Setting up the collar is the start, not the finish. The whole point of getting the manual right is to earn off-leash freedom safely, and that is a skill you build deliberately once the tool is introduced. A 6-foot biothane leash with a locking carabiner is the INVIROX standard for the in-between stage: it does not tangle, cleans easily, and the locking clip prevents accidental opens during high-arousal moments while you transition from on-leash to off-leash. When you are ready to take the working level into open spaces, our recall guide shows how to stage distance so your dog stays reliable instead of testing you at 50 yards.

Frequently asked questions

How do I set up an e collar for the first time?

Charge both units fully, pair the remote to the receiver, fit the contact points to your dog's coat, and test on the included light. Then fit the collar high and snug on the neck, find the working level on the +/- buttons, and introduce the signal alongside a command your dog already knows.

What is the dog training collar manual order of steps?

Charge, pair, fit contact points, test on the light, fit the collar high and snug, find the working level, then introduce the signal. Doing these in order matters more than the gear. Skipping the charge or pairing step is the most common reason a first session fails.

What level should I start an e collar on?

Always start at zero and tap up one level at a time until your dog gives the smallest reaction, like an ear flick or a glance back. That is the working level. Most adult dogs land at 8 to 25, small dogs at 5 to 15, and thick-coated breeds at 15 to 30.

How tight should a dog training collar be?

Snug, not tight. Fit it high on the neck just below the ears, and you should be able to slip one finger under the strap and no more.

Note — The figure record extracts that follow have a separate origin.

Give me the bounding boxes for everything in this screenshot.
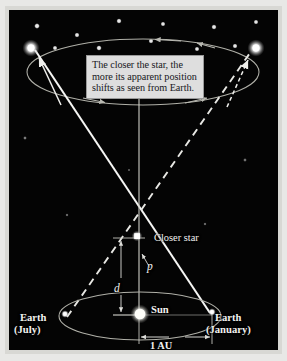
parallax-figure: Closer star Sun Earth (July) Earth (Janu…: [0, 0, 287, 361]
callout-line-1: The closer the star, the: [92, 59, 199, 71]
label-earth-january-line2: (January): [206, 324, 251, 335]
closer-star-marker: [132, 231, 143, 242]
label-earth-january-line1: Earth: [215, 312, 241, 323]
callout-line-3: shifts as seen from Earth.: [92, 82, 199, 94]
label-distance: d: [114, 282, 120, 294]
label-closer-star: Closer star: [154, 232, 199, 243]
label-earth-july-line2: (July): [14, 324, 40, 335]
label-parallax-angle: p: [147, 260, 153, 272]
distance-dimension-d: [113, 238, 145, 315]
callout-line-2: more its apparent position: [92, 71, 199, 83]
apparent-star-left: [22, 39, 39, 56]
label-earth-july-line1: Earth: [20, 312, 46, 323]
figure-plate: Closer star Sun Earth (July) Earth (Janu…: [9, 10, 278, 350]
callout-box: The closer the star, the more its appare…: [86, 55, 204, 99]
earth-july-marker: [61, 310, 69, 318]
label-baseline-1au: 1 AU: [150, 340, 172, 350]
sun-marker: [130, 304, 149, 323]
label-sun: Sun: [151, 304, 169, 315]
apparent-star-right: [247, 39, 264, 56]
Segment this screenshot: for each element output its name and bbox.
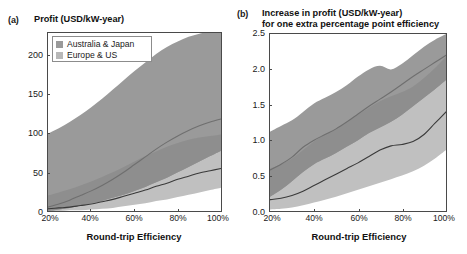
panel-b-title-line1: Increase in profit (USD/kW-year) xyxy=(262,8,402,20)
panel-b-xtickmark-80 xyxy=(403,209,404,212)
panel-b-ytickmark-15 xyxy=(269,105,272,106)
legend-label-europe-us: Europe & US xyxy=(67,50,117,61)
legend: Australia & Japan Europe & US xyxy=(52,36,152,62)
panel-b-xtick-80: 80% xyxy=(394,213,411,223)
panel-b-xtickmark-60 xyxy=(359,209,360,212)
panel-b-ytick-25: 2.5 xyxy=(232,28,265,38)
panel-a-xtick-20: 20% xyxy=(41,213,58,223)
panel-a-ytick-150: 150 xyxy=(8,89,43,99)
panel-b-xtick-60: 60% xyxy=(350,213,367,223)
panel-a-xaxis-title: Round-trip Efficiency xyxy=(87,231,182,242)
panel-a-ytickmark-200 xyxy=(47,55,50,56)
panel-b-xaxis-title: Round-trip Efficiency xyxy=(312,231,407,242)
panel-a-title: Profit (USD/kW-year) xyxy=(34,14,124,26)
legend-item-australia-japan: Australia & Japan xyxy=(56,39,147,50)
panel-a-ytickmark-50 xyxy=(47,173,50,174)
panel-b: (b) Increase in profit (USD/kW-year) for… xyxy=(232,0,467,254)
panel-a-ytick-50: 50 xyxy=(8,168,43,178)
legend-item-europe-us: Europe & US xyxy=(56,50,147,61)
legend-swatch-australia-japan xyxy=(56,41,63,48)
legend-swatch-europe-us xyxy=(56,52,63,59)
panel-a: (a) Profit (USD/kW-year) 0 50 100 150 20… xyxy=(0,0,232,254)
panel-a-ytick-0: 0 xyxy=(8,207,43,217)
panel-b-title-line2: for one extra percentage point efficienc… xyxy=(262,19,439,31)
panel-b-tag: (b) xyxy=(237,9,248,19)
panel-b-ytick-00: 0.0 xyxy=(232,207,265,217)
figure-container: (a) Profit (USD/kW-year) 0 50 100 150 20… xyxy=(0,0,467,254)
panel-a-xtick-100: 100% xyxy=(207,213,229,223)
panel-b-ytickmark-05 xyxy=(269,176,272,177)
panel-a-xtick-40: 40% xyxy=(81,213,98,223)
panel-a-ytickmark-150 xyxy=(47,94,50,95)
panel-b-ytick-15: 1.5 xyxy=(232,100,265,110)
panel-a-xtickmark-80 xyxy=(178,209,179,212)
panel-a-xtickmark-60 xyxy=(134,209,135,212)
panel-a-xtickmark-40 xyxy=(90,209,91,212)
panel-b-xtick-20: 20% xyxy=(263,213,280,223)
panel-b-ytick-10: 1.0 xyxy=(232,135,265,145)
panel-a-xtick-80: 80% xyxy=(169,213,186,223)
panel-b-xtickmark-40 xyxy=(314,209,315,212)
panel-b-xtick-40: 40% xyxy=(305,213,322,223)
panel-b-ytick-20: 2.0 xyxy=(232,64,265,74)
panel-b-plot-svg xyxy=(270,34,446,211)
panel-a-ytick-100: 100 xyxy=(8,128,43,138)
panel-b-ytick-05: 0.5 xyxy=(232,171,265,181)
panel-a-xtick-60: 60% xyxy=(125,213,142,223)
panel-a-ytick-200: 200 xyxy=(8,50,43,60)
panel-b-ytickmark-10 xyxy=(269,140,272,141)
panel-b-xtick-100: 100% xyxy=(433,213,455,223)
panel-b-ytickmark-20 xyxy=(269,69,272,70)
panel-a-ytickmark-100 xyxy=(47,133,50,134)
panel-a-tag: (a) xyxy=(8,15,19,25)
legend-label-australia-japan: Australia & Japan xyxy=(67,39,134,50)
panel-b-plot-area xyxy=(269,33,447,212)
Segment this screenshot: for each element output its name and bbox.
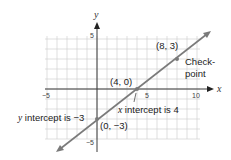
y-axis-label: y [93,9,99,20]
graph-line [60,34,207,149]
point-label-0-neg3: (0, −3) [100,120,128,131]
y-tick-label-neg5: −5 [86,139,94,146]
line-graph: x y −5 5 10 5 −5 (0, −3) (4, 0) (8, 3) y… [0,0,231,160]
x-intercept-annotation: x intercept is 4 [117,104,179,115]
point-label-4-0: (4, 0) [110,76,132,87]
point-8-3 [175,57,179,61]
x-axis-arrow-icon [207,86,214,92]
point-4-0 [135,87,139,91]
y-intercept-annotation: y intercept is −3 [17,112,84,123]
y-axis-arrow-icon [94,22,100,29]
checkpoint-annotation-line1: Check- [185,56,215,67]
x-tick-label-5: 5 [145,92,149,99]
x-axis-label: x [216,83,222,94]
x-tick-label-10: 10 [192,92,200,99]
x-intercept-leader-line [134,93,136,102]
x-tick-label-neg5: −5 [42,92,50,99]
point-label-8-3: (8, 3) [156,40,178,51]
point-0-neg3 [95,117,99,121]
checkpoint-annotation-line2: point [185,68,206,79]
y-tick-label-5: 5 [90,32,94,39]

The two contact points must touch skin, so part the fur on thick coats. A loose or low collar gives an inconsistent signal.

Is using an e collar safe for the first time?

Yes, when you follow the setup order. Find the working level on yourself first, keep early sessions to five or ten minutes, pair the signal only with commands your dog already knows, and rotate the contact position daily. At the working level the signal feels like a tap on the shoulder, not a correction.

How long does it take for an e collar to work?

Most owners see a behavior change within about 14 days of short daily sessions. Reliable off-leash recall usually takes 4 to 6 weeks. The 6-week beginner protocol most INVIROX owners follow layers the e-collar onto known commands before generalizing across new environments.

Can I put the e collar on a new command right away?

No. Always introduce the signal on a command your dog already knows cold, like sit or recall. The tool should clarify a behavior your dog understands, not teach a brand-new one. Pairing it with a known cue is what turns the signal into a clear nudge instead of confusion.